The fall of Zihaiguo, the once-celebrated pioneer of China’s self-heating meal industry, serves as a sobering cautionary tale for the country’s high-growth consumer brands. On May 14, creditors of Hangzhou Golden Antelope, the parent company behind the brand, will convene for their first meeting. This marks the formal end of a commercial myth built by Cai Hongliang, a serial entrepreneur who previously turned the snack brand Baicaowei into a household name. Just five years ago, Zihaiguo was the darling of venture capital, boasting a peak valuation of 7.5 billion yuan (approximately $1.04 billion).
Cai’s strategy for Zihaiguo was a radical departure from the asset-light model that made Baicaowei a success. After selling Baicaowei in 2016 for nearly 1 billion yuan, Cai pivoted to the 'lazy economy,' betting that Gen Z consumers would pay a premium for hot, restaurant-quality meals that required only a splash of water to activate a lime-based heating pack. At its height, the brand was inescapable. A massive marketing blitz saw Zihaiguo integrated into popular TV dramas and endorsed by half of China’s entertainment industry, capturing the top spot in its category on Tmall within 24 hours of its launch.
However, the financial foundations of this empire were precarious. To fuel its rapid expansion, the company poured staggering sums into advertising, with marketing expenses consuming as much as 43% of total revenue in 2021. This 'marketing-driven' growth resulted in massive losses, including a 314 million yuan deficit in a single year. Unlike his previous ventures, Cai also chose an asset-heavy path, building over ten proprietary factories to control production. This high overhead became a terminal liability when the market began to cool.
The external environment shifted rapidly as the post-pandemic landscape favored efficiency over novelty. The rise of sophisticated instant-retail and the ubiquity of food delivery services squeezed the niche for self-heating pots, which were often criticized for poor price-to-performance ratios and safety concerns. Reports of heating packs exploding or causing burns led to bans on trains and planes, further delegitimizing the product for its primary 'on-the-go' demographic. As sales plummeted, a desperate attempt to sell a stake to the MSG giant Lotus Health failed under regulatory scrutiny due to an astronomical valuation premium.
Today, the wreckage of Zihaiguo is a mess of unpaid debts and legal freezes. Cai Hongliang, once hailed as a visionary, is now a 'discredited' debtor with restricted consumption orders against him. Most of his associated enterprises have shuttered, and the parent company is reportedly in a state of administrative paralysis. The collapse highlights the fragility of brands that rely on celebrity-fueled hype and heavy capital expenditure in a market where consumer loyalty is fleeting and competition is relentless.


» **WHAT IS NEEDED**
Without pictures, output exactly the lines running from the line containing "Identify the bounding" to the end of the listing below.

» **PROVIDED ENTRIES**
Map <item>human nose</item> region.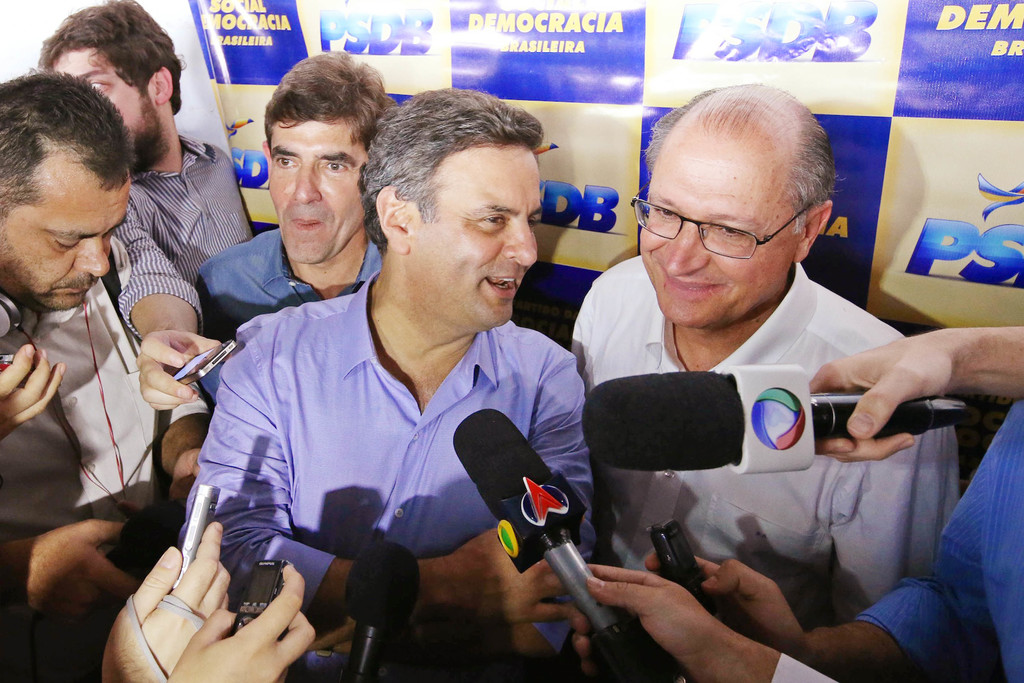
Mapped to [294,160,323,202].
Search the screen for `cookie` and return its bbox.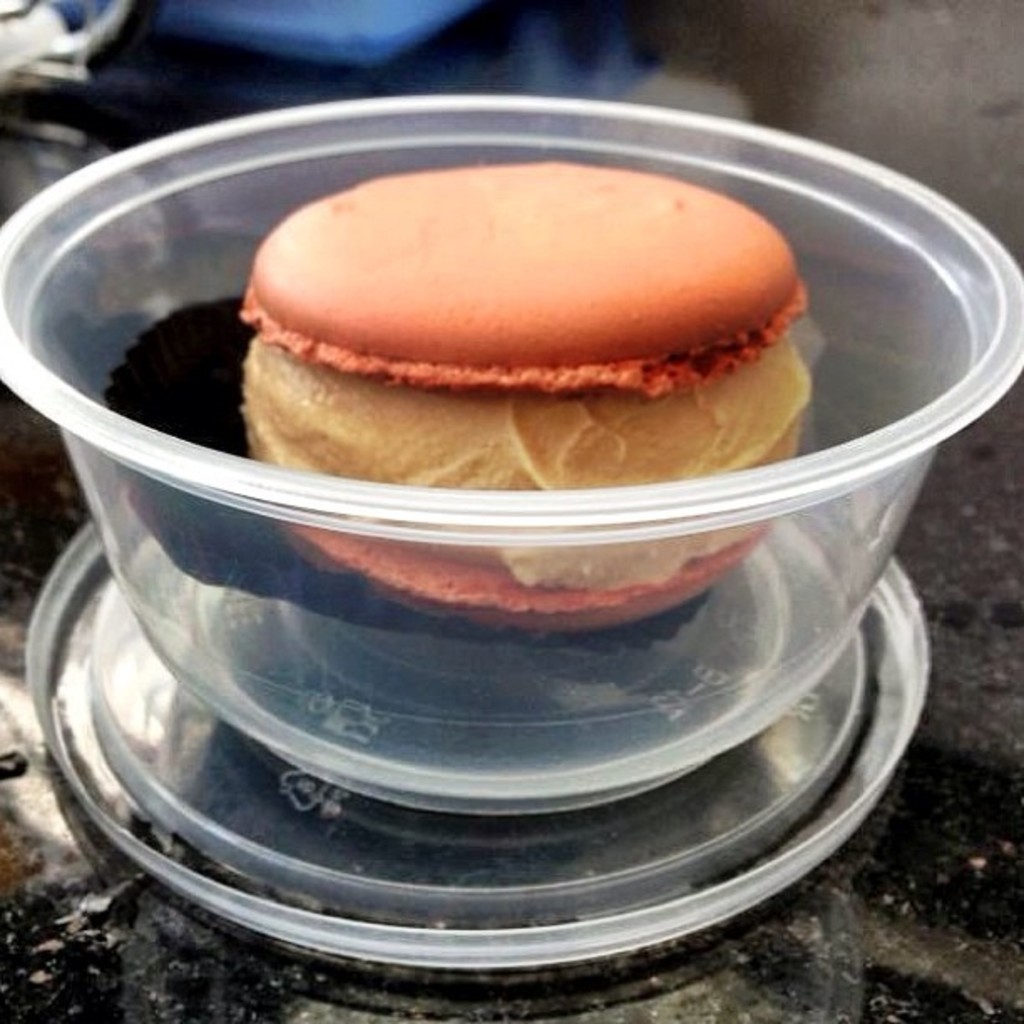
Found: <region>231, 159, 820, 637</region>.
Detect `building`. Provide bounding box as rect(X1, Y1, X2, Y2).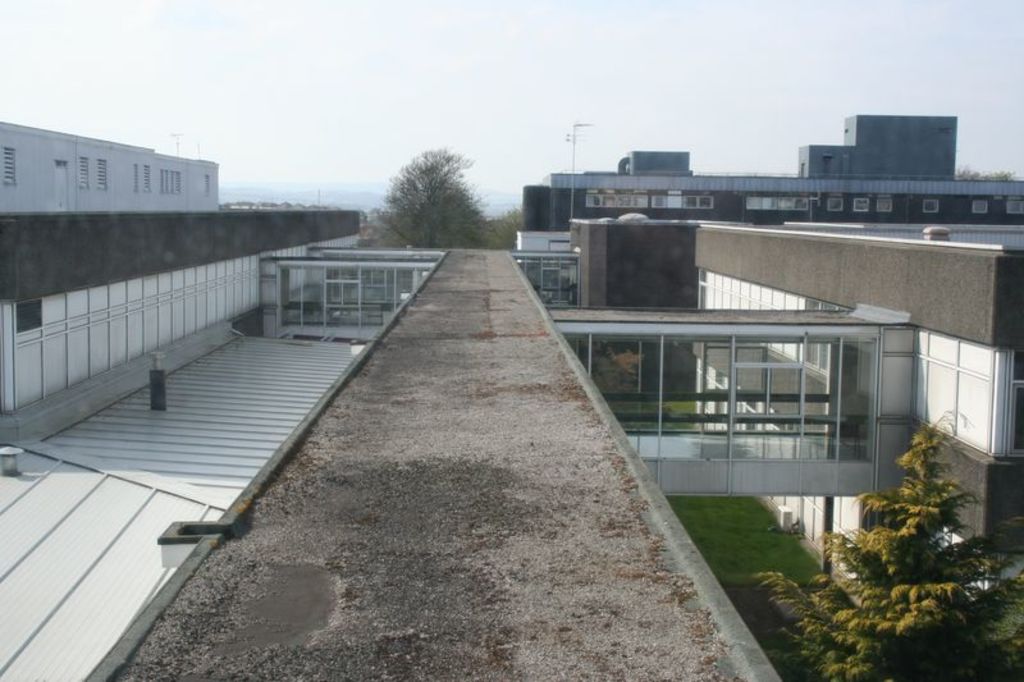
rect(522, 114, 1023, 628).
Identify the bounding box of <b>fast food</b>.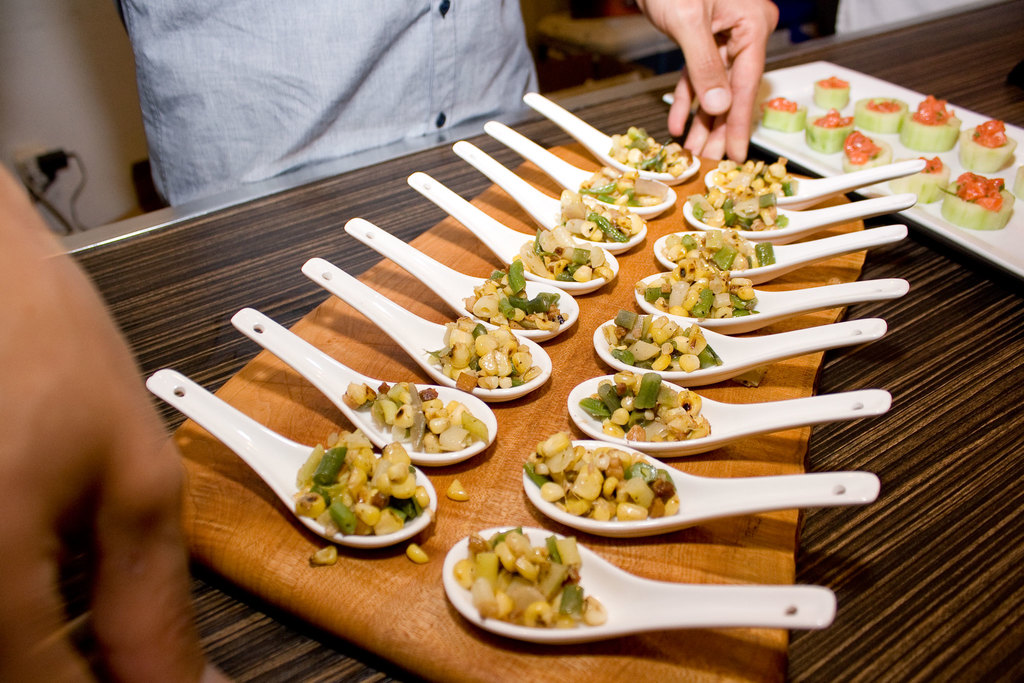
box(863, 94, 901, 127).
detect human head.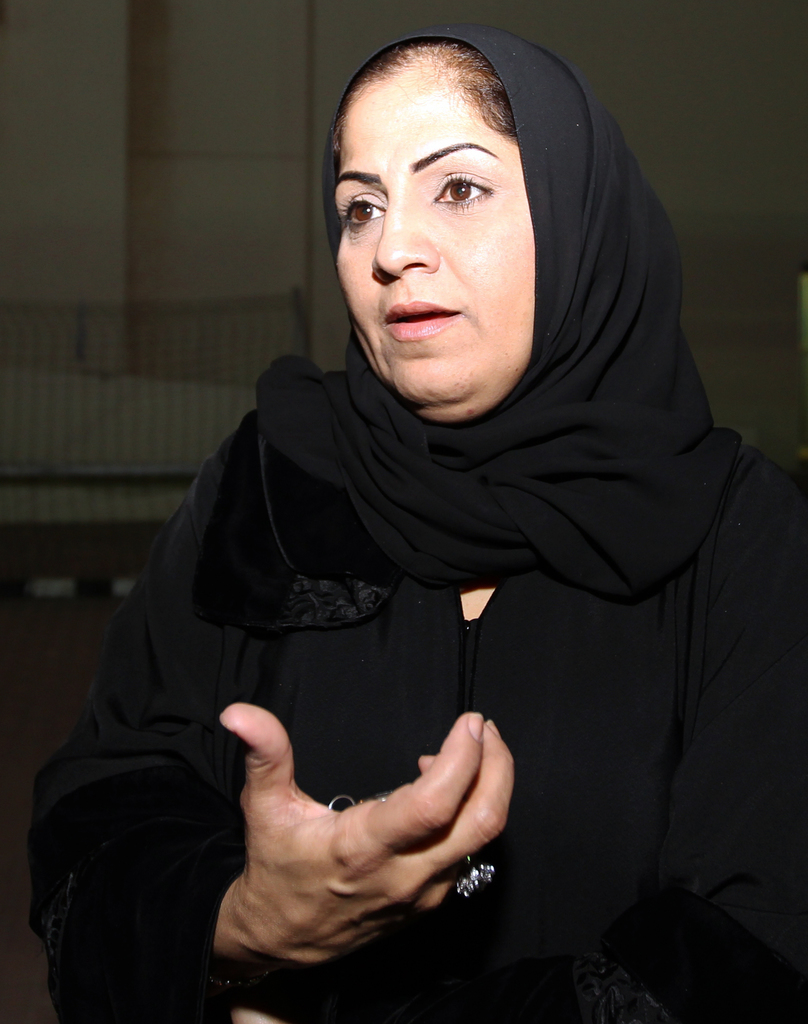
Detected at l=324, t=29, r=679, b=419.
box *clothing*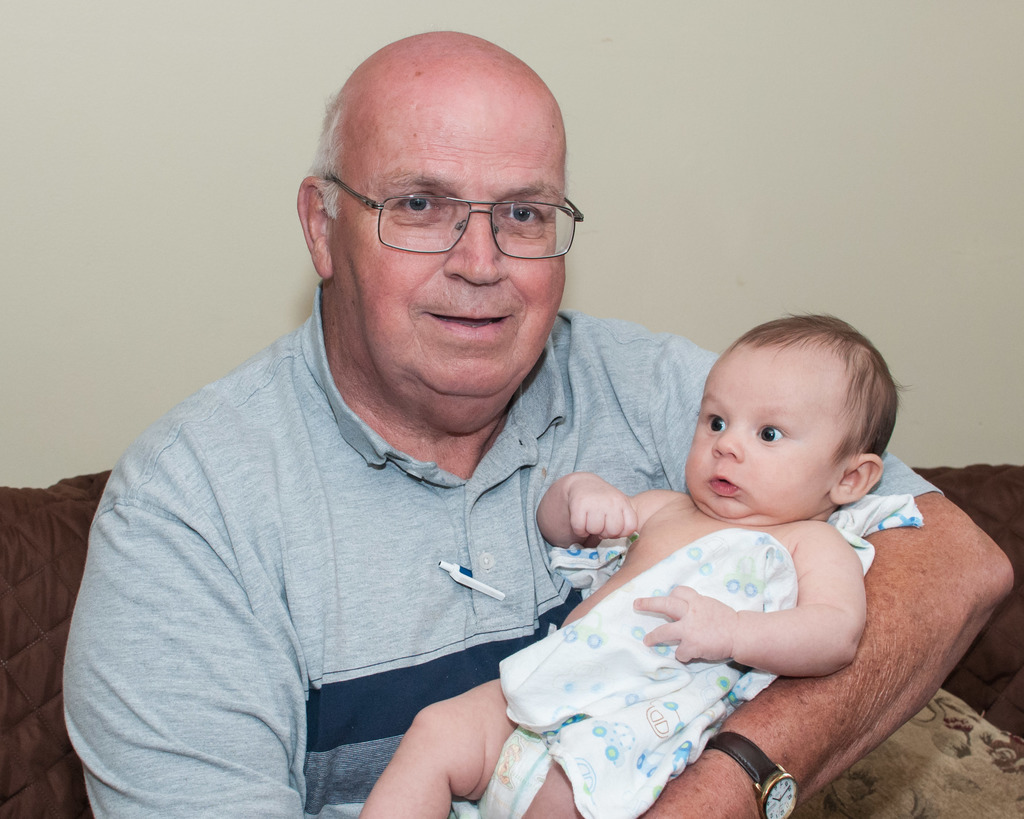
locate(65, 279, 940, 818)
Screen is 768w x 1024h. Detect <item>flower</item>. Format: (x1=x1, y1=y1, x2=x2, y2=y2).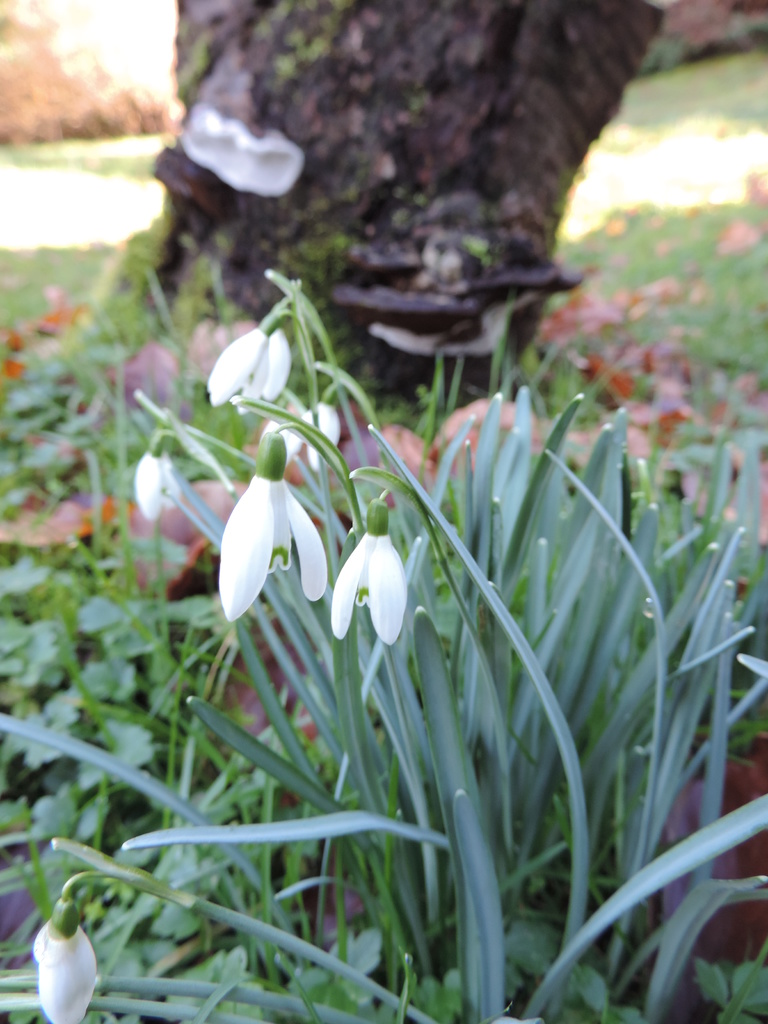
(x1=327, y1=497, x2=413, y2=652).
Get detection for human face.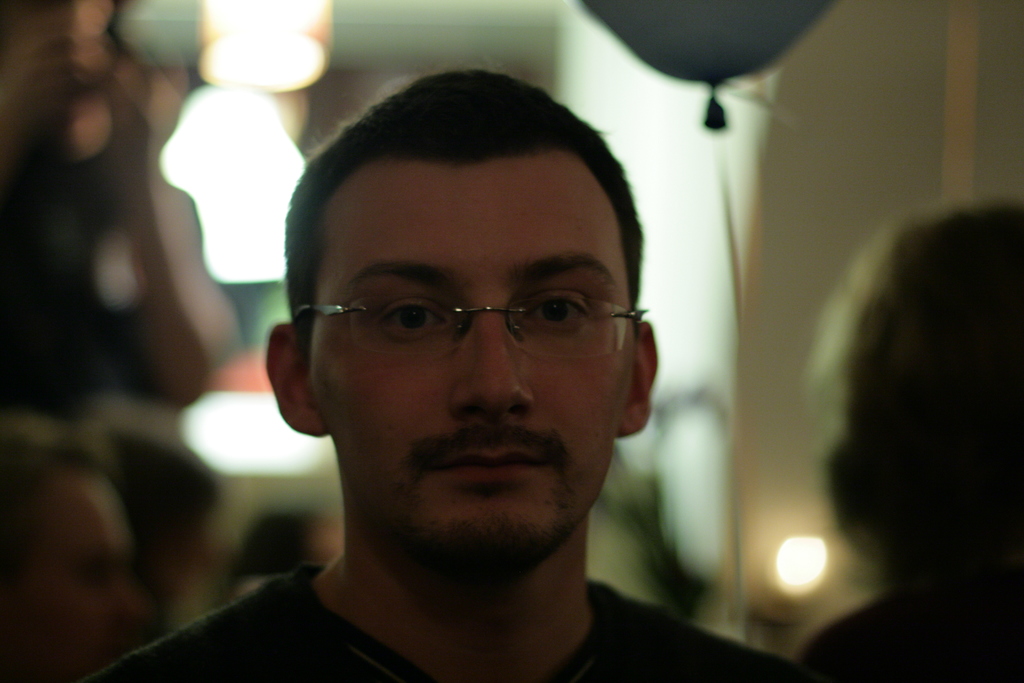
Detection: 0/473/151/682.
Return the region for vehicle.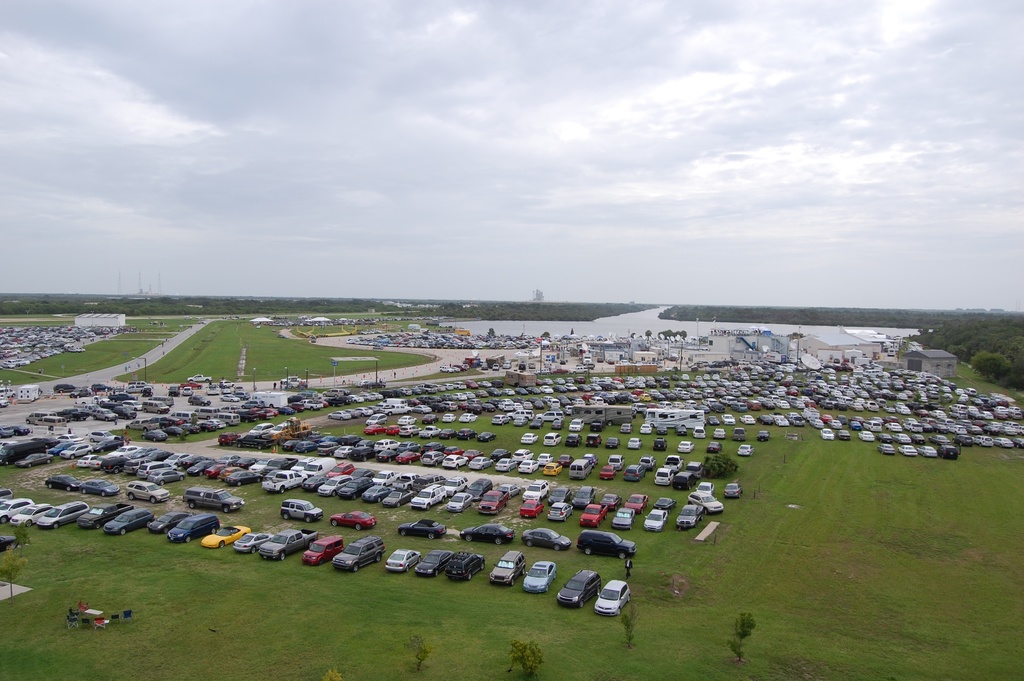
{"x1": 0, "y1": 498, "x2": 22, "y2": 528}.
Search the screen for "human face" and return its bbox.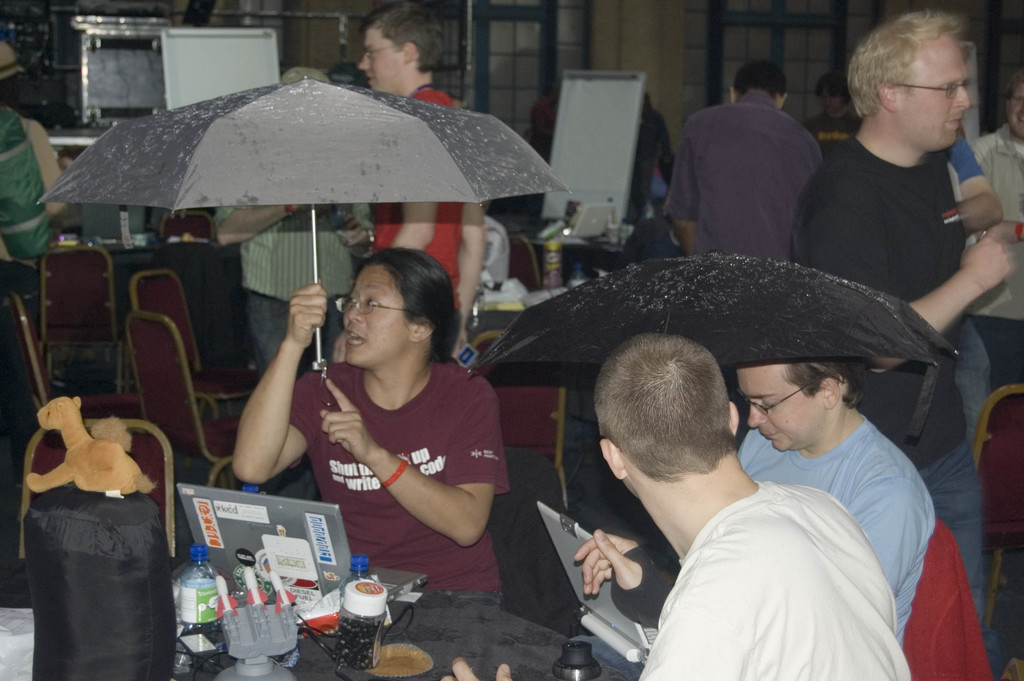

» **RESPONSE AREA**
Identify the bounding box of <b>fast food</b>.
box(863, 94, 901, 127).
detect human head.
Detected at l=324, t=29, r=679, b=419.
box *clothing*
locate(65, 279, 940, 818)
Screen is 768w x 1024h. Detect <item>flower</item>. Format: (x1=x1, y1=y1, x2=x2, y2=y2).
(x1=327, y1=497, x2=413, y2=652).
Get detection for human face.
Detection: 0/473/151/682.
Return the region for vehicle.
{"x1": 0, "y1": 498, "x2": 22, "y2": 528}.
Search the screen for "human face" and return its bbox.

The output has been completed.